Internet Engineering Task Force N. Akiya
Internet-Draft C. Pignataro
Intended status: Standards Track N. Kumar
Expires: June 12, 2014 Cisco Systems
December 09, 2013

Seamless Bidirectional Forwarding Detection (BFD) for Segment Routing (SR)
draft-akiya-bfd-seamless-sr-01

Abstract

This specification defines procedures to use Seamless Bidirectional Forwarding Detection (S-BFD) in a Segment Routing (SR) based environment.

Requirements Language

The key words "MUST", "MUST NOT", "REQUIRED", "SHALL", "SHALL NOT", "SHOULD", "SHOULD NOT", "RECOMMENDED", "MAY", and "OPTIONAL" in this document are to be interpreted as described in RFC 2119 [RFC2119].

Status of This Memo

This Internet-Draft is submitted in full conformance with the provisions of BCP 78 and BCP 79.

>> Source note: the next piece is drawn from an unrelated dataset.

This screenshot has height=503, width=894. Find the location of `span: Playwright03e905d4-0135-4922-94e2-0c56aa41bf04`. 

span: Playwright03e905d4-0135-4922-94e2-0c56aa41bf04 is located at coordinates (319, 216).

Internet-Drafts are working documents of the Internet Engineering Task Force (IETF). Note that other groups may also distribute working documents as Internet-Drafts. The list of current Internet-Drafts is at http://datatracker.ietf.org/drafts/current/.

Internet-Drafts are draft documents valid for a maximum of six months and may be updated, replaced, or obsoleted by other documents at any time. It is inappropriate to use Internet-Drafts as reference material or to cite them other than as "work in progress."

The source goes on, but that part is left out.